Short of the Week

Play
Experimental Guy Maddin

The Heart of the World

Guy Maddin uses the chaotic format of an old Russian propaganda film to tell a symbolic story about science, love, and the heart of the world.

Play
Experimental Guy Maddin

The Heart of the World

Guy Maddin uses the chaotic format of an old Russian propaganda film to tell a symbolic story about science, love, and the heart of the world.

The Heart of the World

Directed By Guy Maddin
Made In Canada

We veer into the realm of the avant garde with The Heart of the World, a short film directed by Guy Maddin: cinephile, auteur, Canadian. If you watch this film without reading the review, you might mistake it for some sort of silent-era classic, digitized and given new life through YouTube. But this is in fact simply the director’s style, creating new films that seem of another era, down to the scratches and grain on the film. In this case the obvious reference is Russian silent film, what with the bombastic score, quick-hitting montages, and Constructivist visual elements. Oh yeah, and unless you mistake me for an actual, informed critic, the consistent use of the word “kino” is a hint as well.

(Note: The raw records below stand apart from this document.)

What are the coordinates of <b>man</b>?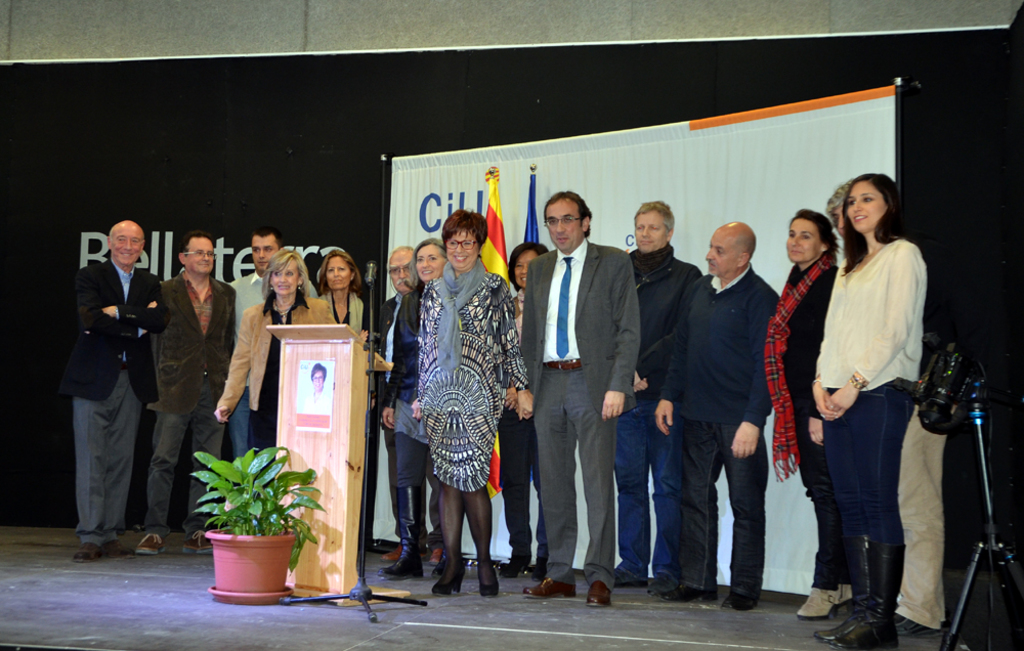
<region>136, 233, 238, 558</region>.
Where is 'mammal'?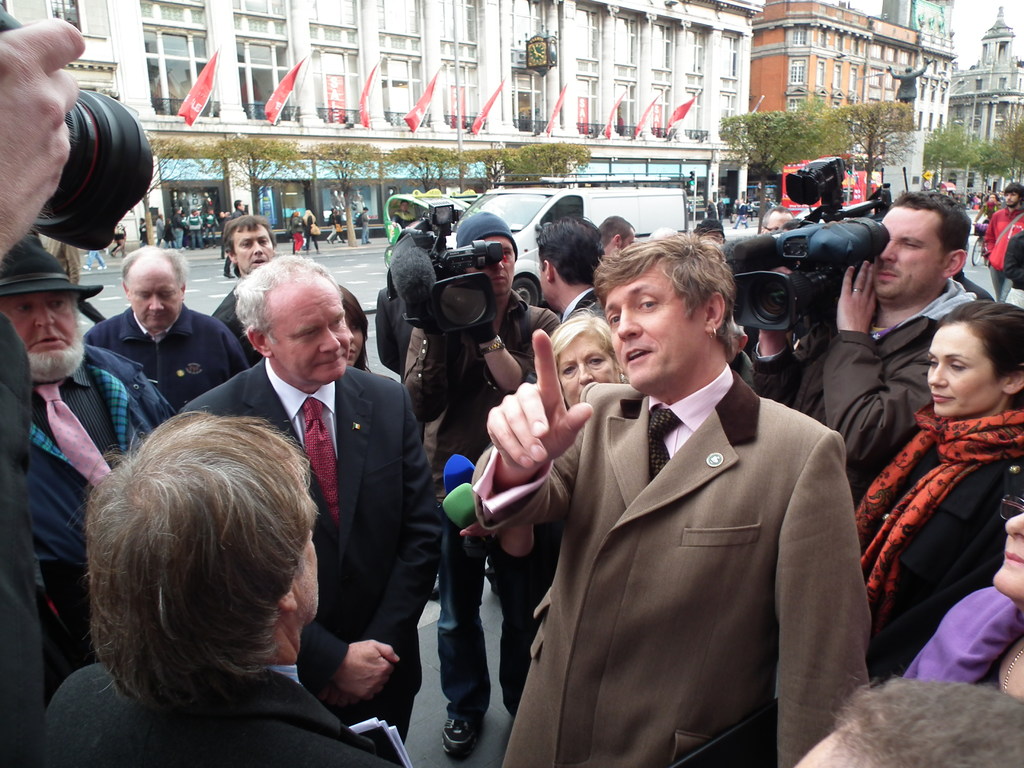
x1=393, y1=196, x2=430, y2=236.
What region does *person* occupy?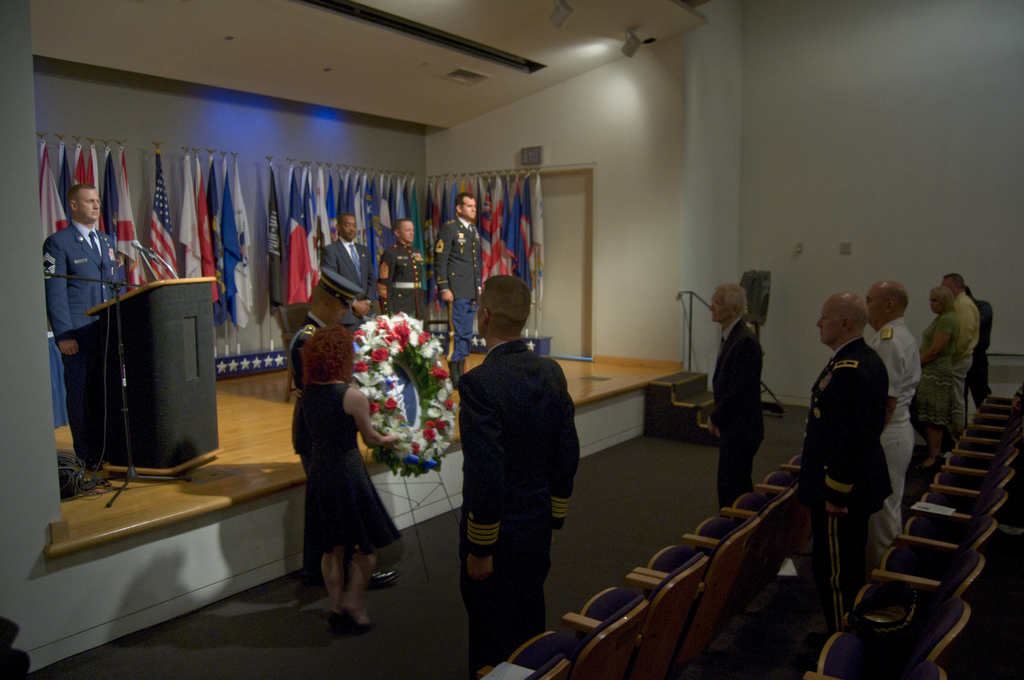
<box>708,287,764,512</box>.
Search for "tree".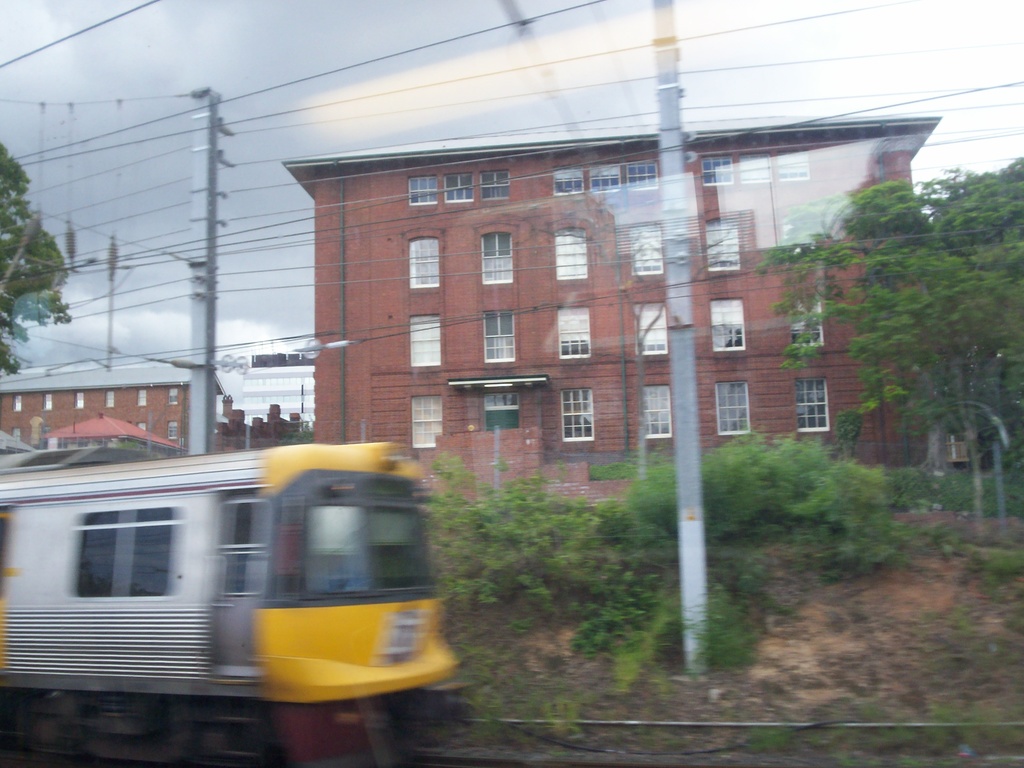
Found at (x1=746, y1=155, x2=1023, y2=542).
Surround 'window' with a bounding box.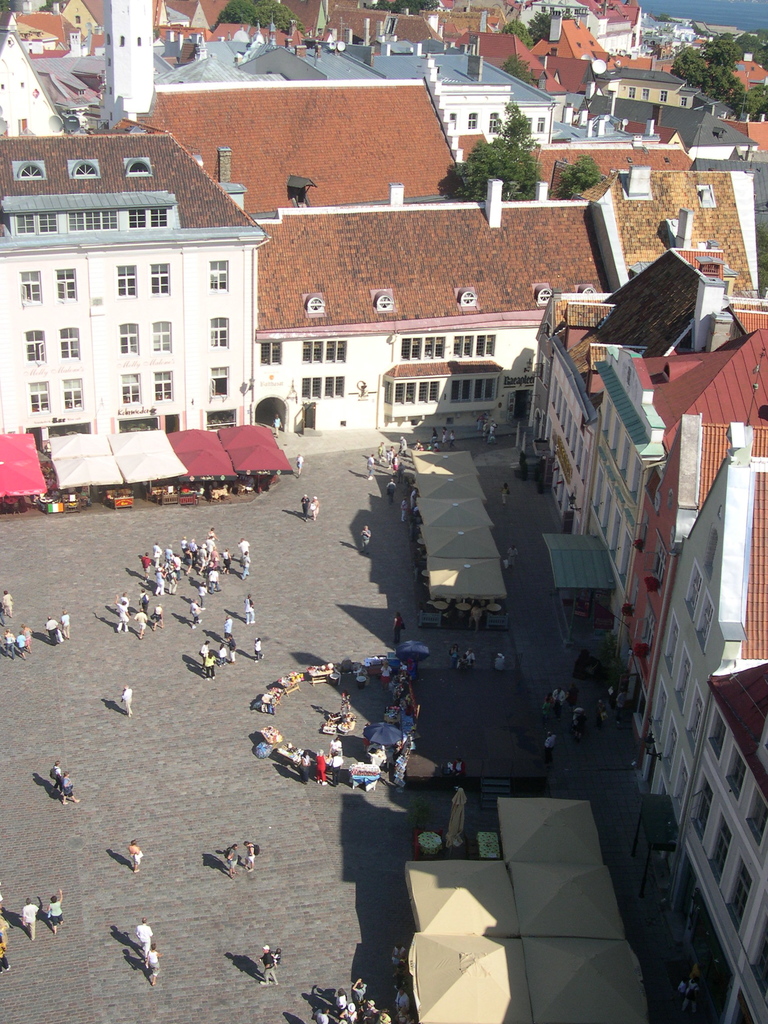
BBox(115, 147, 157, 185).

Made for a special program at the 2001 Toronto Film Festival, the story is about a scientist named Anna who studies the “Heart of the World!” and two brothers who are both in love with her. The Heart of the World (envisioned here in a literal way) is susceptible to heart attack though. What can be done? What choices will they make?

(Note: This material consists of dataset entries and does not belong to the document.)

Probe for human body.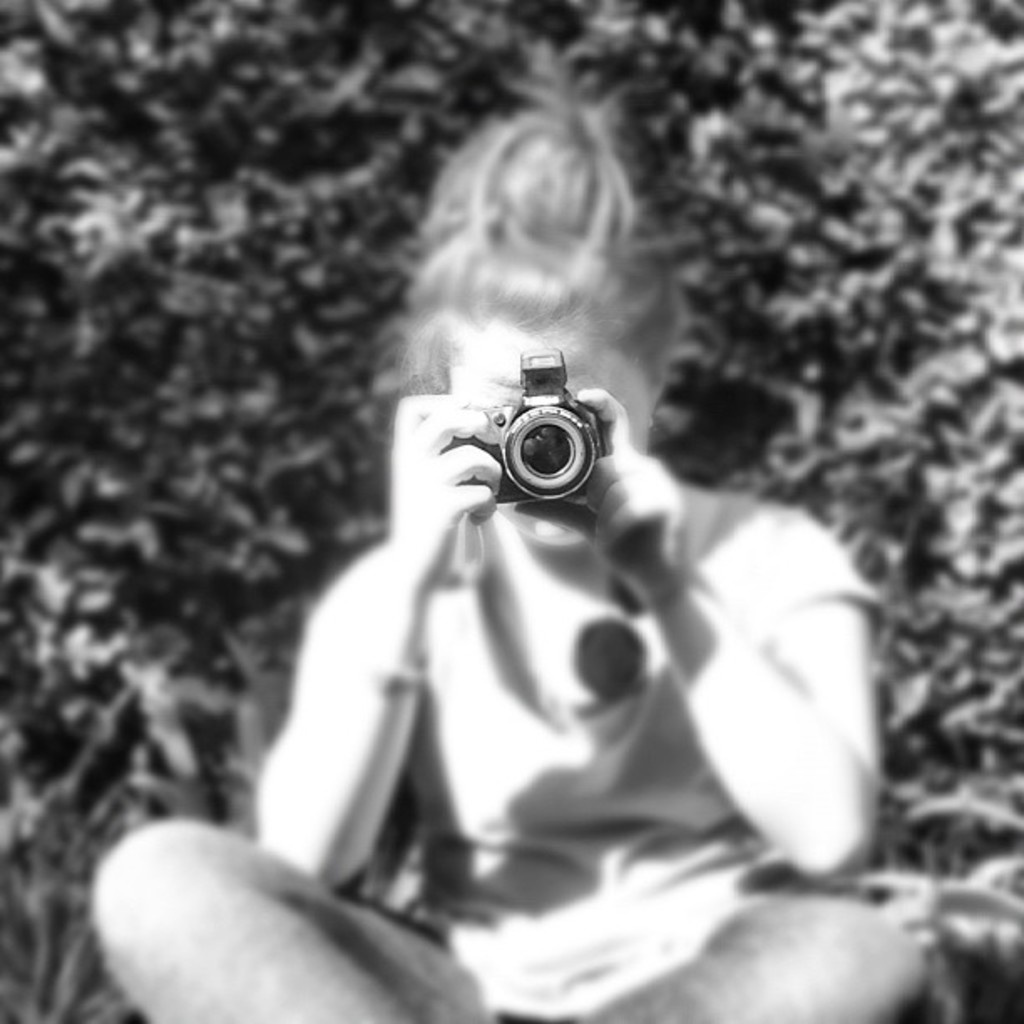
Probe result: bbox=[95, 122, 919, 1022].
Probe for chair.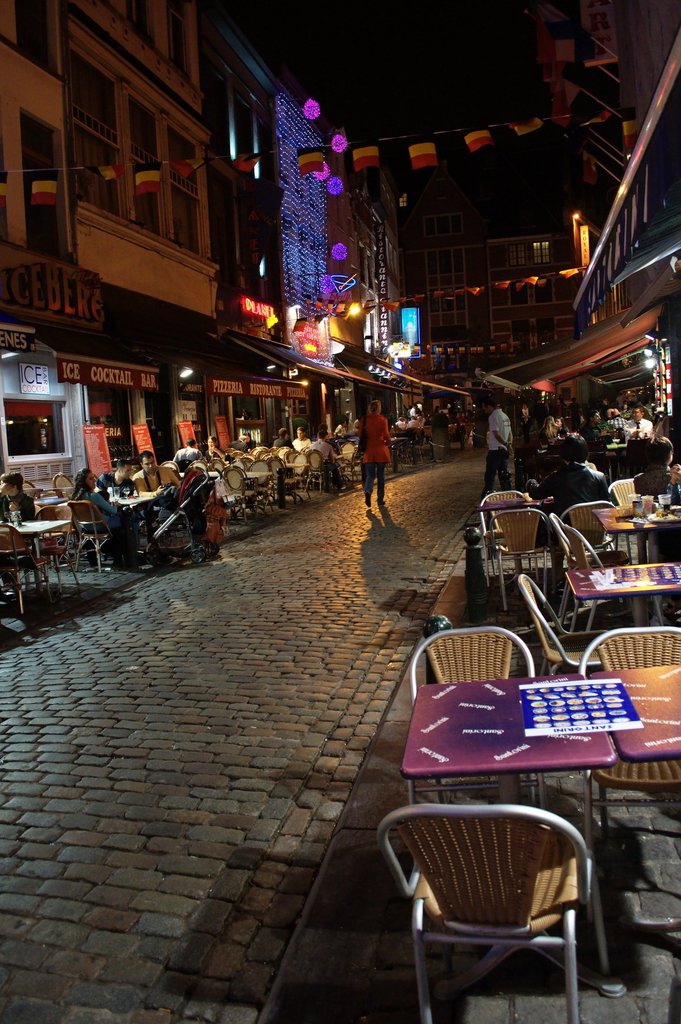
Probe result: <box>563,498,621,550</box>.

The film can be difficult to watch, it is all energy and motion, quick cuts, and non-sequiturs. There are layers and layers of symbolism at play here, and the references are numerous and wacky. What it means I have no clue, but what it is, is pure melodrama, larger than life characters with larger than life aims, and watching it is a blast. What is clear is that Maddin has a true love for cinema, and that spirit is fully expressed here.